To add the final touches to my charcoal coat my sewing teacher recommended visiting two little stores near the city:
1. a tailor to have professional keyhole buttonholes done, and
2. a little shop that makes fabric-covered buttons.
Apparently they do them while you wait, which is a good thing because it's on the other side of the city and I wouldn't be coming back for at least a month.
It sounded like a good idea... although I felt that I was cheating the whole 'learning to tailor' process just a little. Worth checking out though.
So I drove across the other side of town on Saturday (yes, in our first real heatwave of the year) and I could not find the tailor's, then I got completely lost in the horrendous Derby Day traffic, gave up on the tailor and eventually found the second location to see a lady about some buttons. The store was in an alley and more like a factory than the cutesy trims shop I expected, but it housed a ridiculous amount of fabulous buttons, trims and closures.
I produced my fabric and the lady showed me what the buttons would like like, and then said I would have to come back. So I thanked her and said I'd think about what I wanted to do while I looked around... but then I left.
Yes, I just walked out of there. Not because I'd have to come back the following week to collect them, but due to a little flashback I had while I was looking at all the trims. I vaguely remembered looking in my Grandma's closet as a child, at the beautiful woolen coats she used to make, and then I recalled that she used to cover her own buttons using the same fabric as the coat she was making.
I suddenly felt like a fraud, standing there about to ask if someone else could do it for me.
So I headed straight to the nearest supplies store - Spotlight - and I bought this little D.I.Y. kit:

Tonight I had my first go at covering one of these little things with a scrap of fabric from my coat.

And it worked out just fine!


As for the keyhole buttonholes, I discovered that Bell's sewing machine can do these! So I'm going to give them a go too. On scraps first, of course.
***
You know, a few months ago I wouldn't have had the confidence to walk out of that little shop thinking that I could do it myself; or to try making the keyholes on a friend's machine. But the more you tell yourself that you should give it a crack, the more you will start to believe that you can.
And I figure if I'm going to be making more coats in future, I'd rather be able to do the whole thing at home, without relying on a tailor over the other side of town.
Hey, if it all goes pear-shaped though, at least I have back-up!
Maybe there's something you've been avoiding, because you thought it might be too hard, or you didn't feel you had the confidence... maybe you should just give it a go?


### Task to carry out:
All lines with the word "gridline" must be pulled from the entries below.

** Available data follows **

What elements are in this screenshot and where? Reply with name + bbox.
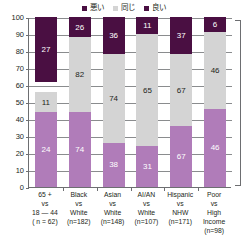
y-tick [26,69,29,70]
legend-label-bad: 悪い [90,4,104,12]
y-tick [26,18,29,19]
bar-segment-value: 24 [41,145,50,154]
bar-segment-value: 11 [42,98,50,107]
bar-segment-value: 46 [211,66,220,75]
y-tick [26,188,29,189]
legend-item-same: 同じ [113,4,135,12]
right-bracket-decoration [235,20,241,186]
gridline [29,120,232,121]
y-tick [26,103,29,104]
bar-segment-same[interactable]: 67 [170,54,192,125]
y-tick-label: 0 [20,184,24,192]
bar-segment-value: 65 [143,86,152,95]
bar-segment-good[interactable]: 31 [136,146,158,187]
bar-segment-bad[interactable]: 37 [170,17,192,54]
bar-segment-good[interactable]: 67 [170,126,192,187]
bar-group[interactable]: 748226 [69,17,91,187]
bar-segment-value: 38 [109,160,118,169]
bar-segment-same[interactable]: 11 [35,92,57,112]
x-category-line: Income [194,217,234,226]
legend-item-good: 良い [144,4,166,12]
bar-segment-same[interactable]: 65 [136,34,158,146]
y-tick [26,86,29,87]
bar-segment-value: 37 [177,31,186,40]
legend-label-good: 良い [152,4,166,12]
x-category-line: High [194,208,234,217]
gridline [29,171,232,172]
plot-area: 0102030405060708090100 24112774822638743… [28,18,231,188]
bar-segment-good[interactable]: 38 [103,143,125,187]
bar-group[interactable]: 387436 [103,17,125,187]
gridline [29,69,232,70]
y-tick-label: 30 [16,133,24,141]
bar-segment-good[interactable]: 46 [204,109,226,187]
bar-segment-bad[interactable]: 26 [69,17,91,37]
y-tick-label: 10 [16,167,24,175]
y-tick-label: 90 [16,31,24,39]
bar-segment-value: 46 [211,143,220,152]
x-category-line: Poor [194,190,234,199]
y-tick-label: 80 [16,48,24,56]
bar-segment-bad[interactable]: 6 [204,17,226,32]
bar-group[interactable]: 46466 [204,17,226,187]
bar-segment-value: 36 [109,31,118,40]
x-category-line: (n=98) [194,226,234,235]
gridline [29,35,232,36]
y-tick-label: 50 [16,99,24,107]
y-tick [26,120,29,121]
chart-legend: 悪い 同じ 良い [0,1,247,15]
bar-segment-bad[interactable]: 27 [35,17,57,82]
y-tick [26,154,29,155]
bar-segment-bad[interactable]: 11 [136,17,158,34]
bar-segment-good[interactable]: 74 [69,112,91,187]
bar-segment-same[interactable]: 46 [204,32,226,109]
gridline [29,52,232,53]
gridline [29,137,232,138]
y-tick-label: 70 [16,65,24,73]
legend-swatch-bad-icon [82,6,87,11]
y-tick-label: 60 [16,82,24,90]
gridline [29,18,232,19]
legend-swatch-same-icon [113,6,118,11]
bar-segment-value: 27 [41,45,50,54]
bar-segment-value: 74 [75,145,84,154]
y-tick [26,171,29,172]
bar-segment-value: 74 [109,94,118,103]
bar-group[interactable]: 241127 [35,17,57,187]
bar-segment-value: 67 [177,152,186,161]
bar-segment-value: 26 [75,23,84,32]
bar-group[interactable]: 316511 [136,17,158,187]
x-category-line: vs [194,199,234,208]
bar-segment-value: 82 [75,70,84,79]
y-tick-label: 20 [16,150,24,158]
y-tick-label: 40 [16,116,24,124]
bar-group[interactable]: 676737 [170,17,192,187]
bar-segment-value: 67 [177,86,186,95]
bar-segment-value: 6 [213,20,217,29]
x-axis-category-labels: 65 +vs18 — 44( n = 62)BlackvsWhite(n=182… [28,190,231,238]
gridline [29,103,232,104]
legend-item-bad: 悪い [82,4,104,12]
bar-segment-good[interactable]: 24 [35,112,57,187]
bar-segment-same[interactable]: 74 [103,54,125,142]
y-tick-label: 100 [11,14,24,22]
gridline [29,86,232,87]
gridline [29,154,232,155]
y-tick [26,35,29,36]
y-tick [26,52,29,53]
x-category-label: PoorvsHighIncome(n=98) [194,190,234,235]
legend-label-same: 同じ [121,4,135,12]
bar-segment-bad[interactable]: 36 [103,17,125,54]
legend-swatch-good-icon [144,6,149,11]
bar-segment-value: 31 [143,162,152,171]
bar-segment-same[interactable]: 82 [69,37,91,112]
bar-segment-value: 11 [143,21,151,30]
y-tick [26,137,29,138]
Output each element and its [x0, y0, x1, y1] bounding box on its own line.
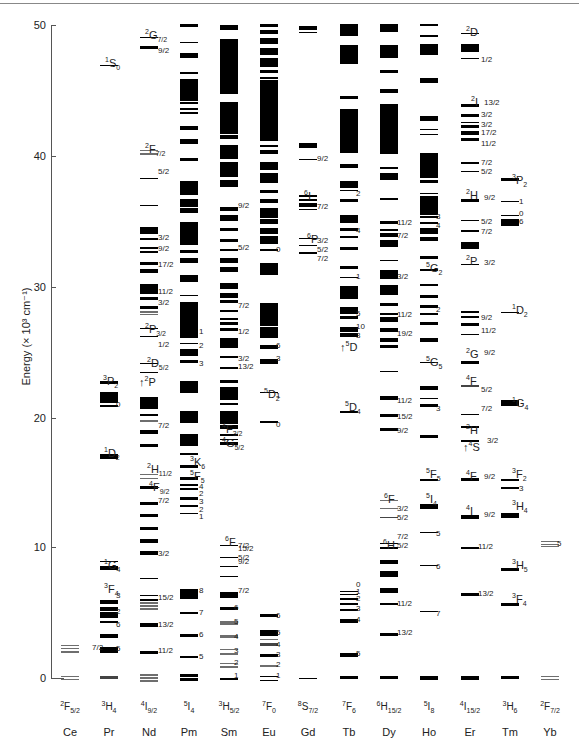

** End of Available data **

### Response to the exercise:
gridline [29,120,232,121]
gridline [29,171,232,172]
gridline [29,69,232,70]
gridline [29,35,232,36]
gridline [29,52,232,53]
gridline [29,137,232,138]
gridline [29,18,232,19]
gridline [29,103,232,104]
gridline [29,86,232,87]
gridline [29,154,232,155]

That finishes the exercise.